Which is why most teachers, most curriculum documents and most educational systems recommend embedding this teaching in a varied set of strategies and within a context of engaging materials and books.

And of course to teach reading and writing in tandem in the early years.

The Board of Studies report questions whether teachers actually teach grapho-phonic relationships, and if they are trained to teach using this method while at university. In doing so, the board once again takes us around the merry-go-round of best methods in teaching early reading, a debate that has raged for more than 50 years and has resulted in hundreds of thousands of studies, which give very clear direction.

Driving much of the teacher education in this country and abroad is a report in 2000 of the US-based National Reading Panel  called "Teaching Children to Read", which provides directions in five key areas of teaching reading:  phonics, phonemic awareness, fluency, vocabulary knowledge and reading comprehension.

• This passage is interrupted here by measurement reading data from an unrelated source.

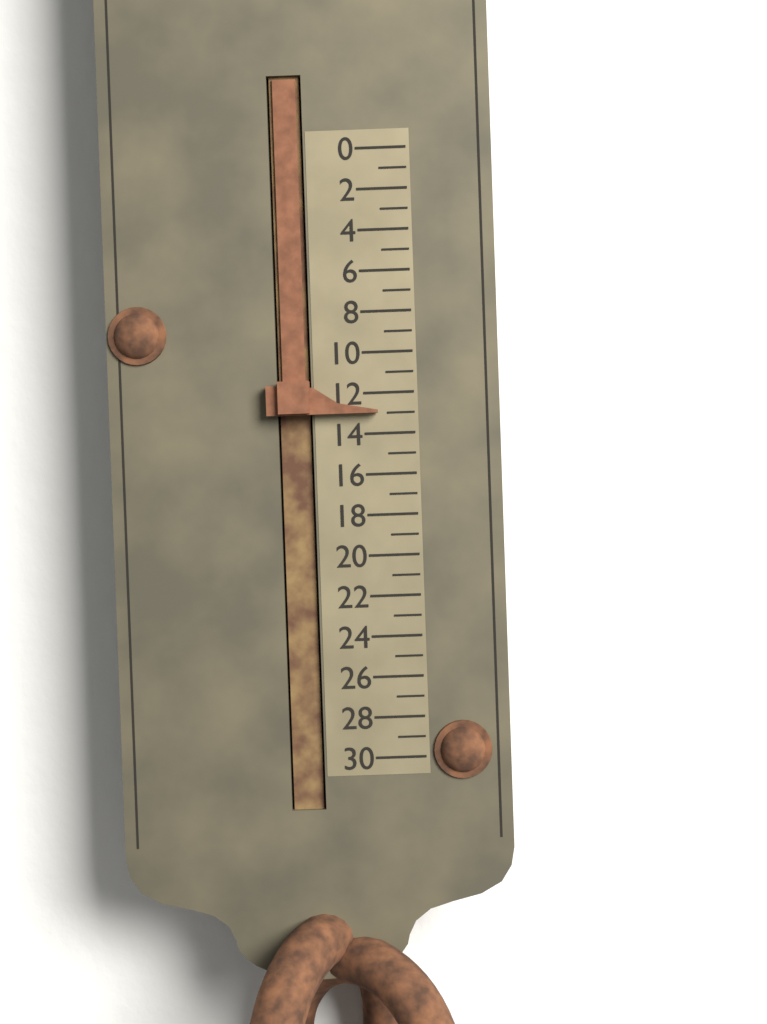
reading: 13 (no unit)
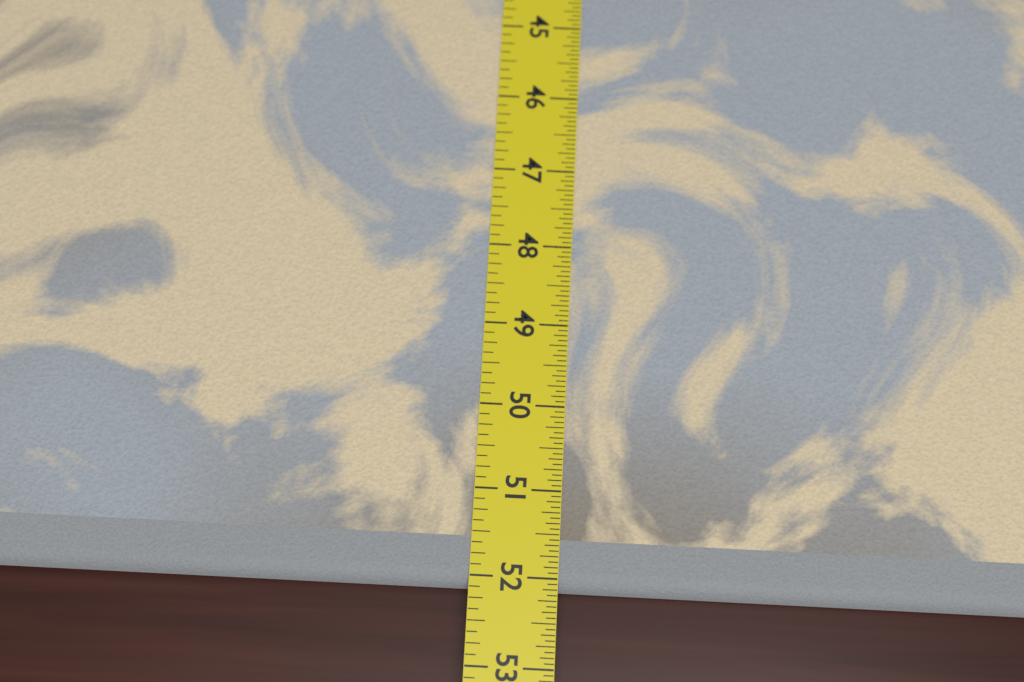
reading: 52.1250 in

Learners need to know about the sound symbol level of print, the meaning level, and finally understand the place of word class when making sense of print. This is known as the three-cueing systems and all teachers in schools and those in teacher education programs would be able to both describe these systems and implement classroom activities to engage those in early reading.

It has been reported recently that teaching reading is mired in theory, with too little focus on practical skills. The teacher needs to have the linguistic knowledge of the English language, and we all know what a difficult language system that is. Teacher educators would never make an excuse about the essential need for teachers to have this theoretical knowledge about language as system. Together with this, they need to have a strong overview of the myriad practical strategies for teaching reading built up from over 100 years of research across the world, and then teachers need to add the special essential ingredient to this knowledge of the individual learners in their classes.

No policy maker, teacher educator, principal or system manager would suggest theory does not have a place in the early reading classroom nor that practical knowledge has no place. What is required is a sophisticated weaving of this knowledge to each of the learners in their charge, and given the recent success of NAPLAN and other measures of reading in this country they are doing a fine job.

Catherine Snow from Harvard University has famously said: "Teaching reading IS rocket science." Reading is a complex set of behaviours applied by readers to myriad tasks when negotiating the printed word. Teaching is a profession and all teachers constantly engage in professional learning, inquiry into their own practice and sharing at a school, system and national level through professional learning communities. Suggesting that teachers are not prepared to do this seems mischievous at a time when education systems are under constant scrutiny and evaluation.